My recipe for freeze-dried fruit powder:
Cut fresh fruit into ¼" slices or chop dried fruit roughly and dry it in a dehydrator or the oven with the door open a crack (my old gas oven will maintain a perfect 140°F temperature on its lowest setting) until the pieces are so dry they snap rather than bend. Place the over-dried fruit in an open dish in the freezer for a couple of hours until it is frozen hard.
When you're ready to create your powder, get your blender out and have a jar with a tight lid ready to put the finished powder into. Take about ¼ cup of frozen fruit out and leave the rest in the freezer. Blend until pulverized, quickly empty the powder into the jar, and pop the jar into the freezer. Speed is especially important— delay, and the powder will fuse into a block. Repeat until all your frozen fruit has been processed. Seal the jar and store it in the freezer to keep the powder from getting sticky.
The resulting product resembles brown sugar in texture when it warms up and can be used in any recipe that calls for brown sugar. Your freeze-dried fruit is also marvelous for adding concentrated flavor to all sorts of beverages and foods. Try it with not only fruits but veggies as well!

SWEETEN YOUR FOOD WITH FRUIT JUICE CONCENTRATES, OR "SYRUPS"

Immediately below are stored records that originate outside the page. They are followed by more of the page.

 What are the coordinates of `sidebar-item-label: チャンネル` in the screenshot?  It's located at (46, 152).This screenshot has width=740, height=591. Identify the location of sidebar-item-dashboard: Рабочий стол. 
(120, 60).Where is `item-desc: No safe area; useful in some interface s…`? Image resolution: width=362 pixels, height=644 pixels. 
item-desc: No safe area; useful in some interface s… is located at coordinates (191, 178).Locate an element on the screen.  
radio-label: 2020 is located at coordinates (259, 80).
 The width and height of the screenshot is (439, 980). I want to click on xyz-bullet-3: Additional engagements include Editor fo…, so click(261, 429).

On their own, 100-percent fruit juices (check the labels; most fruit juices on the market have tons of added sugar) are best for sweetening drinks and sauces, but will water down baked goods or pies. But if you boil them down to about 1/3 to ¼ of the original volume, you wind up with a concentrate the consistency of honey that you can add to anything you like, from making drinks to topping breads or even topping pancakes. In fact, apple cider syrup or "boiled cider" used to be the go-to sweetener for people all along the Eastern Seaboard until the 1940s, when it got knocked off its pedestal by cheaper cane sugar.

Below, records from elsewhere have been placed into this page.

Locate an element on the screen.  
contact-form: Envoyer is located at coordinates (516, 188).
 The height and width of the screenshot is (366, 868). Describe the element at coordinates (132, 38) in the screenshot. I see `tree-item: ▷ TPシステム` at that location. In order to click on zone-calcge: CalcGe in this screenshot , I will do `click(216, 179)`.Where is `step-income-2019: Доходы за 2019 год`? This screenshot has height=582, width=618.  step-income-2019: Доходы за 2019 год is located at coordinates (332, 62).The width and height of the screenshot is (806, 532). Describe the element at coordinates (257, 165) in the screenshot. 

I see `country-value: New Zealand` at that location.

My favorite way to make fruit concentrates is to start with homemade fruit nectar and leave all the fiber and nutritional goodness from the fruit intact. Here's a simple recipe for peach nectar, though you could use any fruit you like: Wash 1 pound of peaches; peel (if you have a powerful blender you can leave the skin on, which is the most nutritious part of the fruit), remove the pits, and cut into chunks. Place in a heavy-bottomed saucepan with 1 to 2 cups of water and simmer until the fruit is very soft. Blend until very smooth.

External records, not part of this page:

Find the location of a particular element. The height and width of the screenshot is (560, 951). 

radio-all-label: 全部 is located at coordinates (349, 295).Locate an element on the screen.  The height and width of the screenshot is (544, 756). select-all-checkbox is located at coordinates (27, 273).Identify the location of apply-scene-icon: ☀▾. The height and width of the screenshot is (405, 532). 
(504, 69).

To make a concentrate, place the nectar in a heavy-bottomed saucepan and simmer it slowly until it is reduced to about 1/3 to ¼ of the original volume. Keep the heat very low and stir frequently (the thicker it gets the more prone it is to sticking and scorching).
To substitute fruit concentrate in recipes, use 2/3 cup of concentrate for each cup of sugar called for and reduce the amount of other liquids by 1/3. Add ¼ teaspoon baking soda per cup of concentrate in baked goods will help them rise. Just be sure to reduce any salt your recipe calls for by the same amount to correct the flavor.